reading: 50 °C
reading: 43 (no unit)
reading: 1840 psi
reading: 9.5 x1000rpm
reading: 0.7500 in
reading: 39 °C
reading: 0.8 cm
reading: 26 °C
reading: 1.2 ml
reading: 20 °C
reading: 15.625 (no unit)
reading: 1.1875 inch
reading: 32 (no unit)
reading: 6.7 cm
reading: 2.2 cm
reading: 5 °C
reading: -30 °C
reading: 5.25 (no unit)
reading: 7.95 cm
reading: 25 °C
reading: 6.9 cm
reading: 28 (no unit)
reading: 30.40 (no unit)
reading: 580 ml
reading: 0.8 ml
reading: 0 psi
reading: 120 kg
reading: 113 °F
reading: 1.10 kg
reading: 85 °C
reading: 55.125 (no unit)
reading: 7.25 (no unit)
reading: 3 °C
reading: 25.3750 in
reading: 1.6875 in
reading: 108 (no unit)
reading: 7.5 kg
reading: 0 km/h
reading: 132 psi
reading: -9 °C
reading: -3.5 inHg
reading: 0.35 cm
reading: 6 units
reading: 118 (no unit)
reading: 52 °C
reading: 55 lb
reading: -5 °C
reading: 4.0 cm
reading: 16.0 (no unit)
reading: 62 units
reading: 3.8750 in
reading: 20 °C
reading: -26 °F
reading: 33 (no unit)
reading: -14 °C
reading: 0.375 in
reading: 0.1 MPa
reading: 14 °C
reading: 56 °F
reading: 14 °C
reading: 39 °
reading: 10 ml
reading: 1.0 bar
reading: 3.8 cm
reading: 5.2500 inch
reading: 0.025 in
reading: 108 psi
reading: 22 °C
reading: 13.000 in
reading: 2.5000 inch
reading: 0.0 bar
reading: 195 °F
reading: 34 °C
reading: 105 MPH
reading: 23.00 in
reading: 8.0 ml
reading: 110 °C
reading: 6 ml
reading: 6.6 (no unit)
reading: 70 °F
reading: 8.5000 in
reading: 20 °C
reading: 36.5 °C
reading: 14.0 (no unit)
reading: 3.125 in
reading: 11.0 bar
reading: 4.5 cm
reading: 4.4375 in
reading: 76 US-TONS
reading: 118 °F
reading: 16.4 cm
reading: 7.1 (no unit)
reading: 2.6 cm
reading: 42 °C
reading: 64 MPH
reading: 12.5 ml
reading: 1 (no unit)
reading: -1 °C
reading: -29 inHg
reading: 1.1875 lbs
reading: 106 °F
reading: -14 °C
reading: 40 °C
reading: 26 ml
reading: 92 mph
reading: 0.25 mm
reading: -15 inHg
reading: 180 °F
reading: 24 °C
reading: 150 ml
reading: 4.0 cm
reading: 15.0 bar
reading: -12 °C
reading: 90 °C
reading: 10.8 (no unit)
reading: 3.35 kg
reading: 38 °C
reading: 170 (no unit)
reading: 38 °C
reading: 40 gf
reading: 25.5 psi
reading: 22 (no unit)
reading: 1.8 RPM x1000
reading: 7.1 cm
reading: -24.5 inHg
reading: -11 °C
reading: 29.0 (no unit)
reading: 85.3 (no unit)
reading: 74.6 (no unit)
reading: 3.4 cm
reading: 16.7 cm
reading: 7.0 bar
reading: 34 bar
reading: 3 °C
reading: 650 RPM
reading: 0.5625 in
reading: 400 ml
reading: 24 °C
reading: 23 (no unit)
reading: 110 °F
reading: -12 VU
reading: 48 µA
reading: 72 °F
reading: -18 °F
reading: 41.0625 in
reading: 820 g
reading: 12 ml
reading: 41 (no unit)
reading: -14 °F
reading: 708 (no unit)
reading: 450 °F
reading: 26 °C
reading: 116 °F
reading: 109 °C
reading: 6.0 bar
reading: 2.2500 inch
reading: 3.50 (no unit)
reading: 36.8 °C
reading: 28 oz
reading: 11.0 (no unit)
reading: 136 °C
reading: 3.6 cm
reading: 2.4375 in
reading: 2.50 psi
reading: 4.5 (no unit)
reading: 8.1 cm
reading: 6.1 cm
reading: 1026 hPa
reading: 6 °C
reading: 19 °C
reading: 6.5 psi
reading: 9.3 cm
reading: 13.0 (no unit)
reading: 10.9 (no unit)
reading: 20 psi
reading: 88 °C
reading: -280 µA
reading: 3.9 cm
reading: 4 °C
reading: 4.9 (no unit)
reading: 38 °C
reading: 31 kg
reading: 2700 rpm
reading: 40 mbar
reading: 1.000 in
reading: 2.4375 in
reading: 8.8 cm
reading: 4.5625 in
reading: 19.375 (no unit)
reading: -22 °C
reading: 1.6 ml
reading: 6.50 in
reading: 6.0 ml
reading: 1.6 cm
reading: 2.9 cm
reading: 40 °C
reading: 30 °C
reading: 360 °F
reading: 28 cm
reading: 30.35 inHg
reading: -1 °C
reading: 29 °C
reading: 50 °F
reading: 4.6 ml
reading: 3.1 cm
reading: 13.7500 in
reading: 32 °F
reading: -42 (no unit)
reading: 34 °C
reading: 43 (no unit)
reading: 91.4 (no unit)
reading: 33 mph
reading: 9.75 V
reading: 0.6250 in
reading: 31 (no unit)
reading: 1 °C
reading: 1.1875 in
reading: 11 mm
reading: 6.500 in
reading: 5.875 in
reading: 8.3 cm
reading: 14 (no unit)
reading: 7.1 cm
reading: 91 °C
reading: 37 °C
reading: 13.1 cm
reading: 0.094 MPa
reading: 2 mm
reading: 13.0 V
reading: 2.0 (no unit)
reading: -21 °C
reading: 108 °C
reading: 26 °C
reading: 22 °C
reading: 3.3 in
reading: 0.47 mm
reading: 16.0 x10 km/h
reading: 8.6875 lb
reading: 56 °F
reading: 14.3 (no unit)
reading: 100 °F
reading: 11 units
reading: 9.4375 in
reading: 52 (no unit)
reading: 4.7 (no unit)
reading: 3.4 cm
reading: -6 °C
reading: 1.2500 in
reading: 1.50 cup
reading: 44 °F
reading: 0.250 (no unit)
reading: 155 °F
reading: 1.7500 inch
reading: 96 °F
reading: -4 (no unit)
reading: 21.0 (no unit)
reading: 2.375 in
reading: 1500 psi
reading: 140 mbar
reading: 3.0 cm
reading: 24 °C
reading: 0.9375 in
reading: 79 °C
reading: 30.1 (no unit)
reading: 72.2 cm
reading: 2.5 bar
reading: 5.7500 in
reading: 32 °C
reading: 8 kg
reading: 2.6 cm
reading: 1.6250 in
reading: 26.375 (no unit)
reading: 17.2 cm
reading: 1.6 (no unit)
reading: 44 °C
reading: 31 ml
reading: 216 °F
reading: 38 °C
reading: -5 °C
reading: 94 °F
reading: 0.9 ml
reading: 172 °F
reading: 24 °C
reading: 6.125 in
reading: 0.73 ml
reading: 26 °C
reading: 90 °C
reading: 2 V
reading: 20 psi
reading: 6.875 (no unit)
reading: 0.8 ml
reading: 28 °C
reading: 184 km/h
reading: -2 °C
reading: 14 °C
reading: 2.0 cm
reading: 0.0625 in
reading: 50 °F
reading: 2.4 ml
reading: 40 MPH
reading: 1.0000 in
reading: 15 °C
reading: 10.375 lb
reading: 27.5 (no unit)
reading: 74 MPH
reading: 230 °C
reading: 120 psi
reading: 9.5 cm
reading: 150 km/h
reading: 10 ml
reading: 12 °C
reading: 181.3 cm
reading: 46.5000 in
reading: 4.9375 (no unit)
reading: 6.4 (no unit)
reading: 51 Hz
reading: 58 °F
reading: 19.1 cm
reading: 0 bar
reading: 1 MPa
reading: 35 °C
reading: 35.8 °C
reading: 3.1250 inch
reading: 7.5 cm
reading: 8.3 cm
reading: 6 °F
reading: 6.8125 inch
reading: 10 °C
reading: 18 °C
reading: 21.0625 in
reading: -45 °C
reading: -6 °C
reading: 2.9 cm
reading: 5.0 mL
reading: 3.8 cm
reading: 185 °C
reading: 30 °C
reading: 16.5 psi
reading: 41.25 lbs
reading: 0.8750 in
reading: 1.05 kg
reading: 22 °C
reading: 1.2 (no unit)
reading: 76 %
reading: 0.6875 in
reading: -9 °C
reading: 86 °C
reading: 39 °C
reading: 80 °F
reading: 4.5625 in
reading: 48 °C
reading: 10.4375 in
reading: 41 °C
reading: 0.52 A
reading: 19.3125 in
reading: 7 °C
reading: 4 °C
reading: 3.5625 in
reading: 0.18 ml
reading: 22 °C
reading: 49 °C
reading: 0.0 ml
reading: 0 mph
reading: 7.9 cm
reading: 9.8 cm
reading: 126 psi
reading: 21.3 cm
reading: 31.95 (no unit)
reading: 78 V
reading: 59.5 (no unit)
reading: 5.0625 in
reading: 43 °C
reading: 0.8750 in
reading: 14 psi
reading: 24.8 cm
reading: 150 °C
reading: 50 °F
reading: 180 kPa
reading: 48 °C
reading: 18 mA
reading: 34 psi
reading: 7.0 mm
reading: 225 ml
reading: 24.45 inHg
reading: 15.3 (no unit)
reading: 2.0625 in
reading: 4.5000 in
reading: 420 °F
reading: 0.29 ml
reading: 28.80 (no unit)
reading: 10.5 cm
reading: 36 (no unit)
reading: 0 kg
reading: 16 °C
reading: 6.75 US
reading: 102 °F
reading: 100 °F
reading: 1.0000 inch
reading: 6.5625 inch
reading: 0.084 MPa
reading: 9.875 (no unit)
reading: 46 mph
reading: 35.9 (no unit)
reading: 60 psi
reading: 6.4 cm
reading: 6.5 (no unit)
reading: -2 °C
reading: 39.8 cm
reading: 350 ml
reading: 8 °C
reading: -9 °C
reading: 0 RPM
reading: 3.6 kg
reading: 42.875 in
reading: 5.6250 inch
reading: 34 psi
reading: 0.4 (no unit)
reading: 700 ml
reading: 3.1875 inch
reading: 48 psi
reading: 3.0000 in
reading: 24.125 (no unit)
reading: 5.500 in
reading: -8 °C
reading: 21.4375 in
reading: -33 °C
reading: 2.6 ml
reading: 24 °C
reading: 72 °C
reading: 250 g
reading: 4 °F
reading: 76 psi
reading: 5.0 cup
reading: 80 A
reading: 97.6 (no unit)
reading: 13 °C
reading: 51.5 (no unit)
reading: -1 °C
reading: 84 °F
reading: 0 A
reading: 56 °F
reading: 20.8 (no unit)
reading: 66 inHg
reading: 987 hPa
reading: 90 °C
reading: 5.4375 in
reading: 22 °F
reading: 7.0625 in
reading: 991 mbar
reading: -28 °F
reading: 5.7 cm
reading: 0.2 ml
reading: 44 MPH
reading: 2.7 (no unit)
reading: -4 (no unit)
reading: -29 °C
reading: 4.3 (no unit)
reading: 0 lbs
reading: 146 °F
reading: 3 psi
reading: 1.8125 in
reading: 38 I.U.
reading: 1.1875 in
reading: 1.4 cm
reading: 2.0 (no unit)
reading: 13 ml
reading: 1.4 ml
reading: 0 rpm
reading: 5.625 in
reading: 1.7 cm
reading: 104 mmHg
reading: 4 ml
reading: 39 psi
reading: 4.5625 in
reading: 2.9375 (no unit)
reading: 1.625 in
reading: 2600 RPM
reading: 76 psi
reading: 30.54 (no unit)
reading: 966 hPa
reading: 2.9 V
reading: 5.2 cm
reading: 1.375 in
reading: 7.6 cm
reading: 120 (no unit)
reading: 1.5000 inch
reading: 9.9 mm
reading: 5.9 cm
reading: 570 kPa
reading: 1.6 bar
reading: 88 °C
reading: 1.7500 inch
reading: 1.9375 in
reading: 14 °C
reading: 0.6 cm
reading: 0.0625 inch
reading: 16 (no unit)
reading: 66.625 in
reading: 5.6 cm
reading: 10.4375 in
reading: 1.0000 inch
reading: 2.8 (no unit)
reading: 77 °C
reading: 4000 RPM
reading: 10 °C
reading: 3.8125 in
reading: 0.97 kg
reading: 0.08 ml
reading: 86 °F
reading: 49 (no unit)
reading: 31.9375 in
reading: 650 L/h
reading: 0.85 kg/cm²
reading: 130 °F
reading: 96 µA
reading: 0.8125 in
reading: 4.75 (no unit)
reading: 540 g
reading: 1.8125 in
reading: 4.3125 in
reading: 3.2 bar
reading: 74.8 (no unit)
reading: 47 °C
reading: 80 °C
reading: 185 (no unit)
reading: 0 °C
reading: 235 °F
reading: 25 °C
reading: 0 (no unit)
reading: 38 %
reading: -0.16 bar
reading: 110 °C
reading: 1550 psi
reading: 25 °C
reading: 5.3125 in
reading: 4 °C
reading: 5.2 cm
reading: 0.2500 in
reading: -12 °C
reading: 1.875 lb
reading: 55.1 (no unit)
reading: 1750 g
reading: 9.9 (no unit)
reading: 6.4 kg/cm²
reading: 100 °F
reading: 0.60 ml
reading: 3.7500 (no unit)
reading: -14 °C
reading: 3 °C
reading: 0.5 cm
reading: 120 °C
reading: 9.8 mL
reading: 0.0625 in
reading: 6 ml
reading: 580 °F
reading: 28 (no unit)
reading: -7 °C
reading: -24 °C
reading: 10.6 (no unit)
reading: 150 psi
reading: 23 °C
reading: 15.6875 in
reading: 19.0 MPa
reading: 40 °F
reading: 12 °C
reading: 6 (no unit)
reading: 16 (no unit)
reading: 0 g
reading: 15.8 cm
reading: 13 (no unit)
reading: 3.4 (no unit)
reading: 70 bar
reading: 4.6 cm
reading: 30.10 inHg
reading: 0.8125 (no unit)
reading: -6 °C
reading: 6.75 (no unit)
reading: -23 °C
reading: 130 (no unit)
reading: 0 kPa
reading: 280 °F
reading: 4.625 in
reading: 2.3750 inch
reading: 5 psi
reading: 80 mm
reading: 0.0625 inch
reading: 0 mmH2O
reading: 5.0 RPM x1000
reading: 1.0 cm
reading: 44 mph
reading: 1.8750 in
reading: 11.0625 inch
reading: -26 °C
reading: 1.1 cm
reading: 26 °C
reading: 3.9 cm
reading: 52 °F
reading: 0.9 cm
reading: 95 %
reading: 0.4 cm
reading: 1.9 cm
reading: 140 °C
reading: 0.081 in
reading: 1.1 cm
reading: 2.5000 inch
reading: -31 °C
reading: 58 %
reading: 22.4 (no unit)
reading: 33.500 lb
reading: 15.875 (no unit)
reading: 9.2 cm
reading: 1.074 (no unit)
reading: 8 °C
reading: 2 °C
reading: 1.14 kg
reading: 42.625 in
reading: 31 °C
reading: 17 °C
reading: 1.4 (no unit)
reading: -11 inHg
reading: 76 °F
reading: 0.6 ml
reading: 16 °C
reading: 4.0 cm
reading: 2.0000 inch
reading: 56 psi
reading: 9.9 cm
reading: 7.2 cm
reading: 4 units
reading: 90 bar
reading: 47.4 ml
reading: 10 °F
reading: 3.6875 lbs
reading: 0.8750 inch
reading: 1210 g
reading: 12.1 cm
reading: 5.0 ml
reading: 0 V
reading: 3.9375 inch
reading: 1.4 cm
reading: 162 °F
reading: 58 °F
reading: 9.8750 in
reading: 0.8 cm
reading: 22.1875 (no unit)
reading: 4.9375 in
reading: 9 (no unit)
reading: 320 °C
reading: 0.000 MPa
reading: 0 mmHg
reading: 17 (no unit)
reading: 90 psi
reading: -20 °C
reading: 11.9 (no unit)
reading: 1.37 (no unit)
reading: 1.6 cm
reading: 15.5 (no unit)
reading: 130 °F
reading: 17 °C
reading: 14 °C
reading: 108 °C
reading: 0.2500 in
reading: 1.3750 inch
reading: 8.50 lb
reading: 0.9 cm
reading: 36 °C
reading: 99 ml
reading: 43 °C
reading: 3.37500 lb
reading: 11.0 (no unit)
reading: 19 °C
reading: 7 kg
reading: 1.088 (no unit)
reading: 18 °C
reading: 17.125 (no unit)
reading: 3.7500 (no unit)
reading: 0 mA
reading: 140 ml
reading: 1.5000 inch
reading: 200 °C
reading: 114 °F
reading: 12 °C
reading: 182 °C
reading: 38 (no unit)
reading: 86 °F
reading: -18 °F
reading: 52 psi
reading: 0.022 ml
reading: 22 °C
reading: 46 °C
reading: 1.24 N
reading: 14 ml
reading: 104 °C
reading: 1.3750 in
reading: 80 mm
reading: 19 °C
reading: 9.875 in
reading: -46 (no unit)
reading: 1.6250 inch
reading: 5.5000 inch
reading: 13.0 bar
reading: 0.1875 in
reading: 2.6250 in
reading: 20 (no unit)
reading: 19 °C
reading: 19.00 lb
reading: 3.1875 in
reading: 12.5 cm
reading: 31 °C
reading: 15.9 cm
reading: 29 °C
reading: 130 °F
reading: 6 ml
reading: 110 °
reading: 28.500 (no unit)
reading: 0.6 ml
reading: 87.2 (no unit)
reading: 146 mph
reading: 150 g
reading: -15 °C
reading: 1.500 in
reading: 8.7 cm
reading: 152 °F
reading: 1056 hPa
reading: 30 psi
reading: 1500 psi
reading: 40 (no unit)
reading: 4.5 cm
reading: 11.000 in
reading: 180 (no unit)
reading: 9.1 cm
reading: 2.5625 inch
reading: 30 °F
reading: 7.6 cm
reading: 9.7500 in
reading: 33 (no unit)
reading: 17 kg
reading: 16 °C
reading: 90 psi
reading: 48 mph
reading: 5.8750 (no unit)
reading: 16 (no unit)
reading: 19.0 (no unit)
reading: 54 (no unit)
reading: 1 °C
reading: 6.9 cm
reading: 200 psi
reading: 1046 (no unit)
▬▬▬
Task to carry out
Print exactly the lines above, between the one holding "reading: 24.45 inHg" and the one holding "reading: 9.875 (no unit)", inclusive, and nothing besides.

Exercise response
reading: 24.45 inHg
reading: 15.3 (no unit)
reading: 2.0625 in
reading: 4.5000 in
reading: 420 °F
reading: 0.29 ml
reading: 28.80 (no unit)
reading: 10.5 cm
reading: 36 (no unit)
reading: 0 kg
reading: 16 °C
reading: 6.75 US
reading: 102 °F
reading: 100 °F
reading: 1.0000 inch
reading: 6.5625 inch
reading: 0.084 MPa
reading: 9.875 (no unit)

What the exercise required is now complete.